Chi-Town (82 min.) follows the thoughtful, resolute, and charming young basketball hopeful Keifer Sykes from his last year in high school to his four stellar years as a point guard at the University of Wisconsin-Green Bay to his postgraduate pursuit of a professional basketball career. Nick Budabin, a show runner at Vice Media, was in Chicago in 2011, producing a documentary about Oprah Winfrey, when he met Sykes, then a senior varsity player for John Marshall Metropolitan High School in East Garfield Park. Budabin decided he’d found an ideal documentary subject, whereas Sykes was enthusiastic at the idea of emulating Arthur Agee, one of the protagonists of Steve James’s Hoop Dreams (1994), who had also played for Marshall.

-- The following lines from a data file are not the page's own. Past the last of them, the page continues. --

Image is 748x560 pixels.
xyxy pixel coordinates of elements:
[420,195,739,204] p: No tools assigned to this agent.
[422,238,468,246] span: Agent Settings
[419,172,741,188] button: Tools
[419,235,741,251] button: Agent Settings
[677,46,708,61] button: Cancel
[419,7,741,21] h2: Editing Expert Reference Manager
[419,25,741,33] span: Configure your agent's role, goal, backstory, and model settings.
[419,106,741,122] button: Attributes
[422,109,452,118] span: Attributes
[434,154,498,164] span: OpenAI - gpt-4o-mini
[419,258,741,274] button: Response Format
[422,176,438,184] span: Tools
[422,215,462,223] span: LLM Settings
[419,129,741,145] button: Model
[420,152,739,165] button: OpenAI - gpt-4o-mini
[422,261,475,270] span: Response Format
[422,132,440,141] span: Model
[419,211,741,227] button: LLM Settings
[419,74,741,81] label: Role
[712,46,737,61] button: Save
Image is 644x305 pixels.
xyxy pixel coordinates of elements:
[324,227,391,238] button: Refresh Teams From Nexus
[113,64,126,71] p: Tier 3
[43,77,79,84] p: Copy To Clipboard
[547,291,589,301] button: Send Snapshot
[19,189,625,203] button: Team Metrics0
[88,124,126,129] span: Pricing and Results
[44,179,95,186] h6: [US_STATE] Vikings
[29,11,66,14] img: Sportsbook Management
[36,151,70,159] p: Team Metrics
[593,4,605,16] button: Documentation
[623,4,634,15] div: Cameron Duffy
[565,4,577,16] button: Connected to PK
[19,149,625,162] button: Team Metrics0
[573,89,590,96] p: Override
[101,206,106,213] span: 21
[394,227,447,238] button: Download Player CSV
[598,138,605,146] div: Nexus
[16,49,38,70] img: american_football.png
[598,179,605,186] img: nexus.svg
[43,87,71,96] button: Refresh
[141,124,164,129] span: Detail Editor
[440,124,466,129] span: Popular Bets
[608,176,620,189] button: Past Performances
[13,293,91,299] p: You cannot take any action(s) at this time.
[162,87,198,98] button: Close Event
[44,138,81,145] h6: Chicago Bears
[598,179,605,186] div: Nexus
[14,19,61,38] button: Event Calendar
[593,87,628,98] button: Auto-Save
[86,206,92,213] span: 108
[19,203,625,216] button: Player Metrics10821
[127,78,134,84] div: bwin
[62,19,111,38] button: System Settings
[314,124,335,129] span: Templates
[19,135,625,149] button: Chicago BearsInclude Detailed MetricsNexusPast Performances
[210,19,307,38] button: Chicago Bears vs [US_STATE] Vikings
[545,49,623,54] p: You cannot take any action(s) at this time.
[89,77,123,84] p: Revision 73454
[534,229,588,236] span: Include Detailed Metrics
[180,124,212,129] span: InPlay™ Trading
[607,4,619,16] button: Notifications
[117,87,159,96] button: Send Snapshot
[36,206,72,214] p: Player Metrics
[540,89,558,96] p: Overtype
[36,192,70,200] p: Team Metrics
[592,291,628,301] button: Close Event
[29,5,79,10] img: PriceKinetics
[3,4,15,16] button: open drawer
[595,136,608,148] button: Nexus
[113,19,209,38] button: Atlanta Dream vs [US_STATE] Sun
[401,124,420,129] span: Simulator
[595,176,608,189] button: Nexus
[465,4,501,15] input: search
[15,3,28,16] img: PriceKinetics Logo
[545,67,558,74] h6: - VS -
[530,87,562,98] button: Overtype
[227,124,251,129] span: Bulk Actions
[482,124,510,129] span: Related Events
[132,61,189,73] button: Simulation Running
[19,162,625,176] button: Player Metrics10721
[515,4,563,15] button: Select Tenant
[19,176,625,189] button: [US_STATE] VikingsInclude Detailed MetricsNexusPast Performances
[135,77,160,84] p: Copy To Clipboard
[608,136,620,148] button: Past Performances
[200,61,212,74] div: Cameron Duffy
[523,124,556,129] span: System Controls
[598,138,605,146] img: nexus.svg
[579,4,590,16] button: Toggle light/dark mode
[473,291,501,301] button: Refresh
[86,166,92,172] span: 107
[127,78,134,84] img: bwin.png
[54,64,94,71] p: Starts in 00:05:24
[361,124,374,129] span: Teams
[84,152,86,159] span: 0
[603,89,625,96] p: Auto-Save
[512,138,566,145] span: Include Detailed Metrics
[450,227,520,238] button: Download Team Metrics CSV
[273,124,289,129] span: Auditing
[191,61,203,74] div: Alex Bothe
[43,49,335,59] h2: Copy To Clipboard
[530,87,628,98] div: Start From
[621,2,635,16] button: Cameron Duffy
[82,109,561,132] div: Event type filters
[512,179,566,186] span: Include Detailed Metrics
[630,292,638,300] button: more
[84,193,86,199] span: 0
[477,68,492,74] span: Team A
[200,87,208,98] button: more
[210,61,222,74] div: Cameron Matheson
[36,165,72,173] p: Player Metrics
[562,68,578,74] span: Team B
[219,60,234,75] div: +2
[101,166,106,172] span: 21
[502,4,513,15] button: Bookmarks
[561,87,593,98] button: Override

Chi-Town ★★★ Directed by Nick Budabin. 82 min. Budabin attends the screenings. Fri 8/10, 8:30 PM, and Mon 8/13, 8 PM.

The G Force ★★ Directed by Pamela Sherrod Anderson. 58 min. Anderson attends the screenings. Sun 8/12, 3 PM, and Tue 8/14, 6 PM.

BLACK HARVEST FILM FESTIVAL. Sat 8/4-Thu 8/30. Gene Siskel Film Center, 164 N. State, 312-846-2800, siskelfilmcenter.org, $11, festival passes $55 (excluding opening and closing nights).